A KVSCT scanner (GE Healthcare, WI, USA) was used to gather images for the bone repair analysis, and the three-dimensional structure was reconstructed from the tomographic images. The scanning was initially performed in helical mode with a tube voltage of 80 kVp and 140 kVp instantaneous high-speed switch, tube current of 200 mA, pitch of 0.992:1, rotation time of 0.5 s, field of view (FOV) of 250 mm, a slice thickness and interval of 5.00 mm, reconstruction slice thickness and interval of 0.625 mm. DECT can actualize the scanning of numerous specimens simultaneously and can finish the scanning in a few seconds.

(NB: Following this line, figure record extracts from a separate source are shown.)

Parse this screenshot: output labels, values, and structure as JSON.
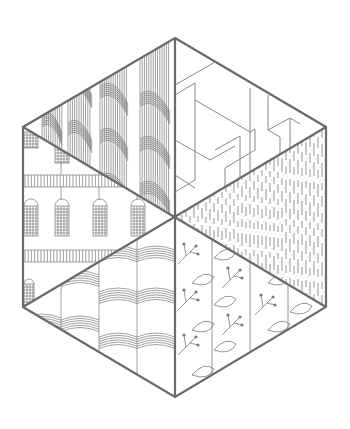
{
  "illustration": {
    "title": "Hexagon pattern illustration",
    "stroke_color": "#6b6b6b",
    "fine_color": "#7a7a7a",
    "background": "#ffffff",
    "hexagon": {
      "center": [
        175,
        217
      ],
      "vertices": [
        [
          175,
          38
        ],
        [
          326,
          127
        ],
        [
          326,
          307
        ],
        [
          175,
          397
        ],
        [
          23,
          307
        ],
        [
          23,
          127
        ]
      ]
    },
    "segments": [
      {
        "id": "top-left",
        "pattern": "braided-rope"
      },
      {
        "id": "top-right",
        "pattern": "geometric-folds"
      },
      {
        "id": "right",
        "pattern": "dashed-rain"
      },
      {
        "id": "bottom-right",
        "pattern": "berry-branches-and-leaves"
      },
      {
        "id": "bottom-left",
        "pattern": "wave-arcs"
      },
      {
        "id": "left",
        "pattern": "building-facade-arched-windows"
      }
    ]
  }
}
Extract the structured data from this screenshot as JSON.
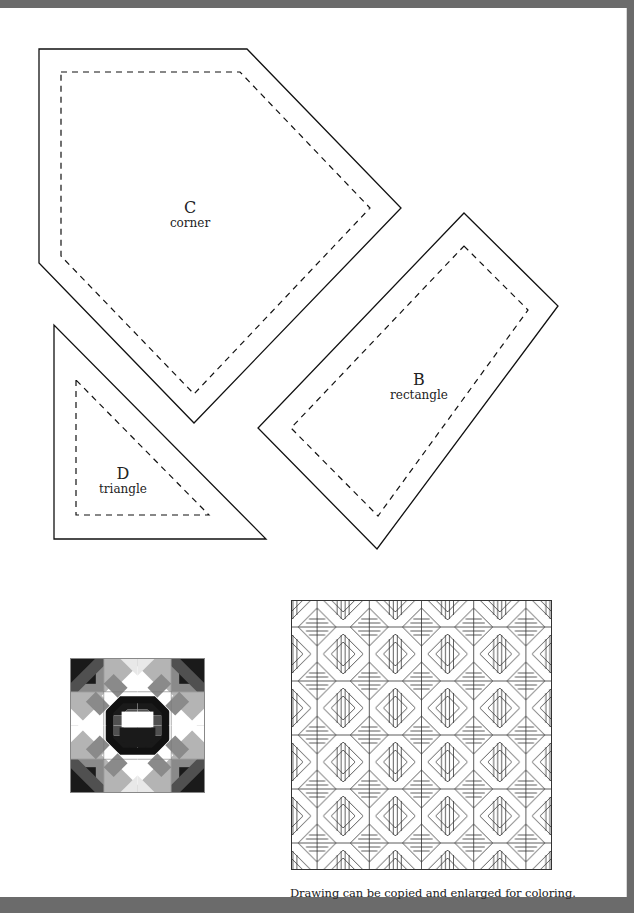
{
  "page": {
    "background_color": "#ffffff",
    "frame_color": "#6b6b6b"
  },
  "templates": [
    {
      "id": "C",
      "letter": "C",
      "name": "corner",
      "shape": "pentagon"
    },
    {
      "id": "B",
      "letter": "B",
      "name": "rectangle",
      "shape": "rotated-rectangle"
    },
    {
      "id": "D",
      "letter": "D",
      "name": "triangle",
      "shape": "right-triangle"
    }
  ],
  "line_styles": {
    "cut_line": "solid",
    "seam_line": "dashed"
  },
  "illustrations": {
    "color_block": {
      "description": "shaded quilt block sample",
      "grid": "2x2",
      "shades": [
        "#1a1a1a",
        "#505050",
        "#8a8a8a",
        "#b4b4b4",
        "#ffffff"
      ]
    },
    "line_drawing": {
      "description": "quilt layout line drawing",
      "grid": "5x5"
    }
  },
  "caption": "Drawing can be copied and enlarged for coloring."
}
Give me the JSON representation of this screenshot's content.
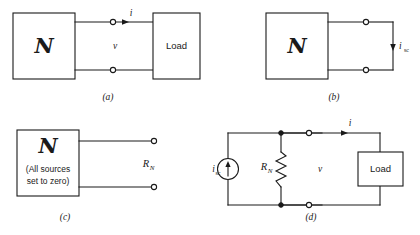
{
  "figure": {
    "stroke_color": "#1a1a1a",
    "background_color": "#ffffff"
  },
  "panels": [
    {
      "id": "a",
      "caption": "(a)",
      "network_symbol": "N",
      "network_note": "",
      "load_label": "Load",
      "current_label": "i",
      "voltage_label": "v",
      "resistor_label": "",
      "source_label": ""
    },
    {
      "id": "b",
      "caption": "(b)",
      "network_symbol": "N",
      "network_note": "",
      "load_label": "",
      "current_label": "i",
      "current_sub": "sc",
      "voltage_label": "",
      "resistor_label": "",
      "source_label": ""
    },
    {
      "id": "c",
      "caption": "(c)",
      "network_symbol": "N",
      "network_note_line1": "(All sources",
      "network_note_line2": "set to zero)",
      "load_label": "",
      "current_label": "",
      "voltage_label": "",
      "resistor_label": "R",
      "resistor_sub": "N",
      "source_label": ""
    },
    {
      "id": "d",
      "caption": "(d)",
      "network_symbol": "",
      "network_note": "",
      "load_label": "Load",
      "current_label": "i",
      "voltage_label": "v",
      "resistor_label": "R",
      "resistor_sub": "N",
      "source_label": "i",
      "source_sub": "sc"
    }
  ]
}
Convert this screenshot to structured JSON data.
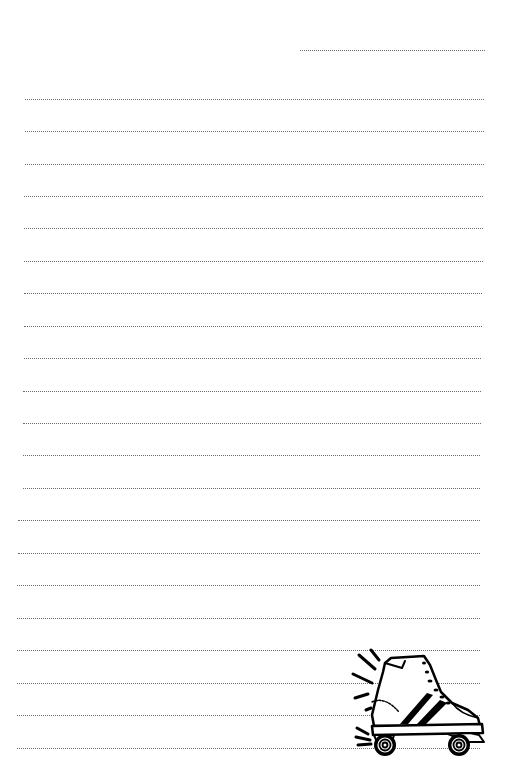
{
  "page": {
    "type": "lined-notepaper",
    "background": "#ffffff",
    "rule_color": "#6a6a6a",
    "header_line": {
      "x1": 300,
      "x2": 485,
      "y": 50
    },
    "lines": [
      {
        "x1": 25,
        "x2": 484,
        "y": 99
      },
      {
        "x1": 25,
        "x2": 484,
        "y": 131
      },
      {
        "x1": 25,
        "x2": 484,
        "y": 164
      },
      {
        "x1": 24,
        "x2": 483,
        "y": 196
      },
      {
        "x1": 24,
        "x2": 483,
        "y": 228
      },
      {
        "x1": 24,
        "x2": 483,
        "y": 261
      },
      {
        "x1": 24,
        "x2": 482,
        "y": 293
      },
      {
        "x1": 24,
        "x2": 482,
        "y": 326
      },
      {
        "x1": 24,
        "x2": 481,
        "y": 358
      },
      {
        "x1": 23,
        "x2": 481,
        "y": 391
      },
      {
        "x1": 23,
        "x2": 481,
        "y": 423
      },
      {
        "x1": 23,
        "x2": 480,
        "y": 455
      },
      {
        "x1": 23,
        "x2": 480,
        "y": 488
      },
      {
        "x1": 18,
        "x2": 480,
        "y": 520
      },
      {
        "x1": 18,
        "x2": 480,
        "y": 553
      },
      {
        "x1": 17,
        "x2": 480,
        "y": 585
      },
      {
        "x1": 17,
        "x2": 480,
        "y": 618
      },
      {
        "x1": 17,
        "x2": 480,
        "y": 650
      },
      {
        "x1": 17,
        "x2": 480,
        "y": 683
      },
      {
        "x1": 17,
        "x2": 480,
        "y": 715
      },
      {
        "x1": 17,
        "x2": 480,
        "y": 748
      }
    ],
    "illustration": {
      "name": "roller-skate",
      "stroke": "#000000"
    }
  }
}
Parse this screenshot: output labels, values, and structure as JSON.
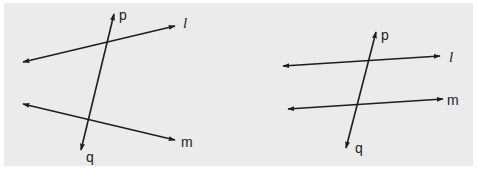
{
  "figure": {
    "background": "#ebebeb",
    "line_color": "#1e1e1e",
    "panels": [
      {
        "id": "left",
        "description": "Two non-parallel lines l and m cut by transversal pq",
        "lines": [
          {
            "name": "l",
            "x1": 23,
            "y1": 62,
            "x2": 175,
            "y2": 26,
            "label": "l",
            "label_x": 183,
            "label_y": 28
          },
          {
            "name": "m",
            "x1": 23,
            "y1": 104,
            "x2": 175,
            "y2": 140,
            "label": "m",
            "label_x": 181,
            "label_y": 147
          },
          {
            "name": "pq",
            "x1": 114,
            "y1": 14,
            "x2": 81,
            "y2": 150,
            "label_top": "p",
            "label_top_x": 119,
            "label_top_y": 20,
            "label_bottom": "q",
            "label_bottom_x": 86,
            "label_bottom_y": 162
          }
        ]
      },
      {
        "id": "right",
        "description": "Two parallel lines l and m cut by transversal pq",
        "lines": [
          {
            "name": "l",
            "x1": 283,
            "y1": 66,
            "x2": 440,
            "y2": 56,
            "label": "l",
            "label_x": 449,
            "label_y": 62
          },
          {
            "name": "m",
            "x1": 288,
            "y1": 109,
            "x2": 443,
            "y2": 99,
            "label": "m",
            "label_x": 447,
            "label_y": 105
          },
          {
            "name": "pq",
            "x1": 376,
            "y1": 32,
            "x2": 346,
            "y2": 148,
            "label_top": "p",
            "label_top_x": 381,
            "label_top_y": 40,
            "label_bottom": "q",
            "label_bottom_x": 355,
            "label_bottom_y": 153
          }
        ]
      }
    ]
  },
  "labels": {
    "left_l": "l",
    "left_m": "m",
    "left_p": "p",
    "left_q": "q",
    "right_l": "l",
    "right_m": "m",
    "right_p": "p",
    "right_q": "q"
  }
}
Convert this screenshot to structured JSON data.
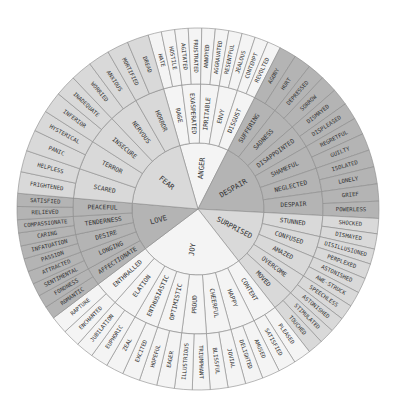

The images were transferred to Advantage Workstation version 4.7 (GE Healthcare, WI, USA). At this workstation, the base material images of Ca (water) and HAP (water) were generated using a material decomposition analysis tool. Delineating the ROI made it possible to measure the DECT (Ca) and DECT (HAP) values, which were then compared with the values determined using Micro-CT. Because of the obvious line separating the defect from the surrounding bone in all modalities, a circle could be precisely placed to define the ROI (Fig. 5).

Figure 5
figure 5

Micro-CT (A, C, and E) and DECT (B, D, and F) images of the defect region.

Statistical analysis

SPSS (version 26.0) was used for all the statistical analyses. All data are displayed as mean values ± standard deviations (\(\overline{{\text{x}} }\pm\) s). We used Pearson's correlation coefficient to investigated the correlation between the Micro-CT and DECT data. To further investigate the relationship between DECT and Micro-CT dada, a linear regression model was fitted using DECT dada as the dependent variables and the Micro-CT data as the independent variables. The agreement between the modalities was evaluated using Bland–Altman plots that display the difference in measurements versus the mean of the measurements36. For all tests, a p-value of less than 0.05 was considered significant.

Ethics approval and consent to participate

All protocols in this study were approved by the Experimental Animal Ethics Committee of Jinan University (No. 20210426-02), in compliance with the Guide for the Care and Use of Laboratory Animals published by the US National Institutes of Health (NIH publication no.85-23). And we confirmed that the study in my manuscriptis was reported in accordance with ARRIVE guidelines.